The Modern Environment
Then there’s the way we live.
Our bodies were designed for movement, yet most of us spend hours each day sitting at desks, in cars, on sofas. Over time, this creates a very specific pattern in the body.
The front of the hips tightens. The glutes and hamstrings become underused and weak. And because the body works as a whole system, a lack of movement in one area creates strain in another. A restriction in the hips can show up as tension in the spine.
A systematic review of five studies found that the longer we sit in static positions, the more likely we are to experience pain in various parts of the body.
What We’re Born With
But not all pain is learned or accumulated over time. Some of it begins with the body we are born into.
Structural differences such as scoliosis, leg-length discrepancies, or variations in joint shape can influence how the body distributes weight and moves through space from the very beginning. These differences don’t always cause pain immediately, but over time, they can create uneven loading through the muscles and joints.
The body adapts, as it always does. But those adaptations can lead to tension, imbalance, and discomfort later in life.
“Pain is not always a result of something you did wrong. Sometimes it reflects the unique structure and physiology of your body. The goal then becomes to understand it, support it, and work with it.”
Other Factors that Influence Pain
Beyond structure, experience, and lifestyle, there are other factors that can shape how pain shows up in the body.
Inflammatory conditions, such as arthritis, can create persistent discomfort regardless of movement patterns. Hormonal changes can influence joint stability and sensitivity. Even sleep quality and stress levels can alter how the body perceives and processes pain.
In Summary
When you look at pain in these different ways, it stops being something to “fix” and starts being something to understand.
Your body is not working against you; it’s responding to everything it has experienced:
What it learned
What it protected against
What it adapted to, and
How you live now.
A Simple Place to Start
Awareness is powerful, but so is action.
If you’re spending long hours sitting, small, consistent movements can make a significant difference in how your body feels.
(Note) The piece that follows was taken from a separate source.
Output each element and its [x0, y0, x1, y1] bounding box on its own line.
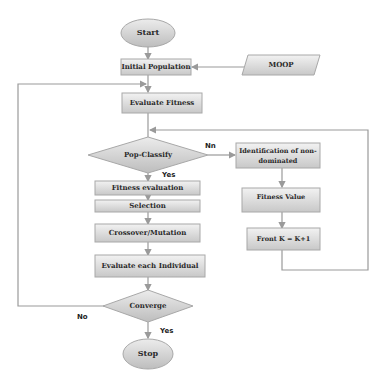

I’ve put together a short video with three simple ways to release tension from sitting and bring your body back into balance.
Watch: 3 simple movements to release sitting tension
Prins Y, Crous L, Louw QA. A systematic review of posture and psychosocial factors as contributors to upper quadrant musculoskeletal pain in children and adolescents. Physiother Theory Pract. 2008 Jul-Aug;24(4):221-42. doi: 10.1080/09593980701704089. PMID: 18574749.